If you have a script with external dependencies, you can define them with inline script metadata and run them using python ducktools.pyz run my_script.py

If you wish to then provide them to someone else who does not have ducktools-env installed you can use python ducktools.pyz bundle my_script.py in order to create a zipapp version of your script which will self-extract and run in the same way.

This makes it easier to send scripts (and eventually applications) that are written in Python without having to bundle everything into large platform dependent files and without needing anything else installed other than an appropriate Python version.

How it does this

When you run a script with ducktools-env it will look at the inline dependencies.

It will use ducktools-pythonfinder to attempt to find the newest valid python install (not a venv) that satisfies any python requirement.

Having done that it will create a temporary venv with any dependencies listed and execute the script in the venv.

Environments and the requirements to create/run them can be found in the following locations:

  • Windows: %LOCALAPPDATA%\ducktools\environments
  • Linux/Mac/Other: ~/.ducktools/environments

Usage

Either install the tool from PyPI or simply download the zipapp from github.

If using the tool from PyPI the commands are python -m ducktools.env <command> with the zipapp they are python ducktools.pyz <command>

Run a script that uses inline script metadata: python ducktools.pyz run my_script.py

Bundle the script into a zipapp: python ducktools.pyz bundle my_script.py

Clear the temporary environment cache: python ducktools.pyz clear_cache

Re-install the cached ducktools-env python ducktools.pyz rebuild_env

Goals

Future goals for this tool:

  • Optionally generate lockfiles with hashes for bundled apps so dependencies can be restricted
    • Currently, generating these will probably require UV and hence a UV supported platform
    • These should run under PIP though, so UV would only be needed for generation
  • Optionally bundle requirements inside the zipapp for use without a connection.
  • Bundle entry-points from a wheel into zipapps.
  • Create 'permanent' named environments for stand-alone applications and update them
    • Currently there is a maximum of 2 temporary environments that expire in a day (this is due to the pre-release nature of the project, the future defaults will be higher/longer)

Dependencies

Currently ducktools.env relies on the following tools.

Subprocesses:

  • venv (via subprocess on python installs)
    • (Might eventually use virtualenv as there are python installs without venv)
  • pip (as a zipapp via subprocess)

PyPI:

  • ducktools-classbuilder (A lazy, faster implementation of the building blocks behind things like dataclasses)
  • ducktools-lazyimporter (A simple class based tool to handle deferred imports)
  • ducktools-scriptmetadata (The parser for inline script metadata blocks)
  • ducktools-pythonfinder (A tool to discover python installs available for environment creation)
  • packaging (for comparing dependency lists to cached environments)
  • tomli (for Python 3.10 and earlier to support the TOML format)
  • importlib-resources (to handle finding file paths correctly when building bundles)
  • zipp (To handle path-like objects in zips in older python correctly)

Other tools in this space

zipapp

The standard library zipapp is at the core of how ducktools-env works.

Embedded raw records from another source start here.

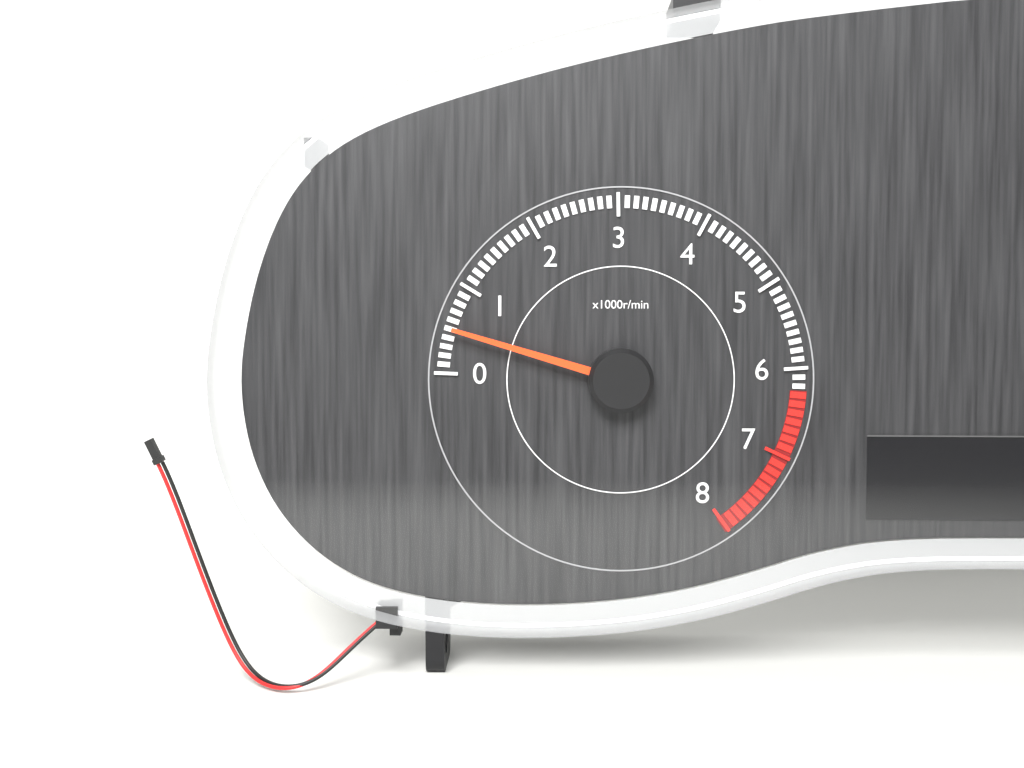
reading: 500 r/min
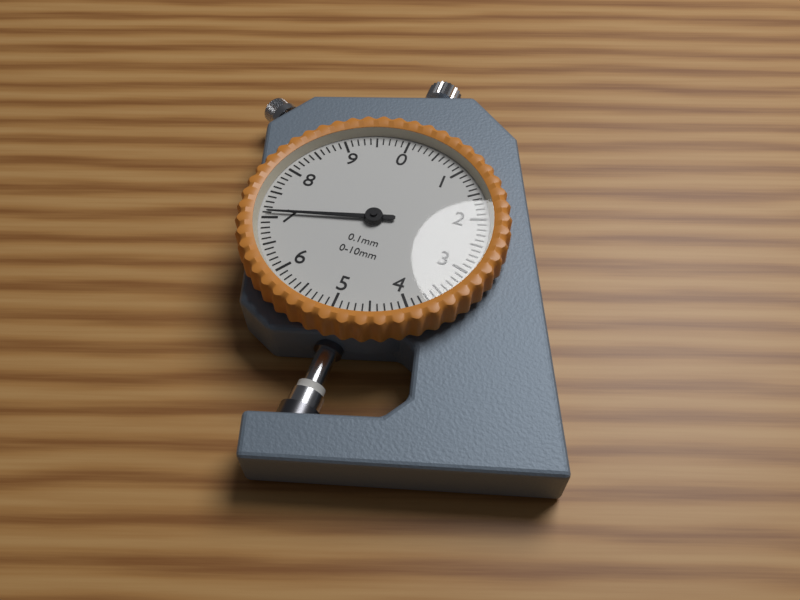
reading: 7.1 mm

However it doesn't support running with C extensions and it has no inbuilt way to control which Python it will run under.

By contrast ducktools-env will respect a specified python version and required extensions, these can be bundled or downloaded on first launch via pip.

Shiv

shiv allows you to bundle zipapps with C extensions, but doesn't provide for any online installs and will extract everything into one ~/.shiv directory unless otherwise specified. ducktools-env will create a separate environment for each unique set of requirements for temporary environments by matching specification.

PEX

pex provides an assortment of related tools for developers alongside a .pex bundler. It doesn't (to my knowledge) have support for inline script metadata and it makes .pex files instead of .pyz files.

Hatch

Hatch allows you to run scripts with inline dependencies, but requires the user on the other end already have hatch installed. The goal of ducktools-env is to make it so you can quickly bundle the script into a zipapp that will work on the other end with only Python as the requirement.

pipx

pipx is another tool that allows you to install packages from PyPI and run them as applications based on their [project.scripts] and [project.gui-scripts]. This is a goal of ducktools.env, except it would build separate zipapps for each script and the apps would share the same cached python environment.

UV

UV may be used in the future as a potential performance boost and to generate lockfiles for bundled environments. However, it will not replace pip as the primary installer as one goal is that bundled scripts created using this will run anywhere Python can run.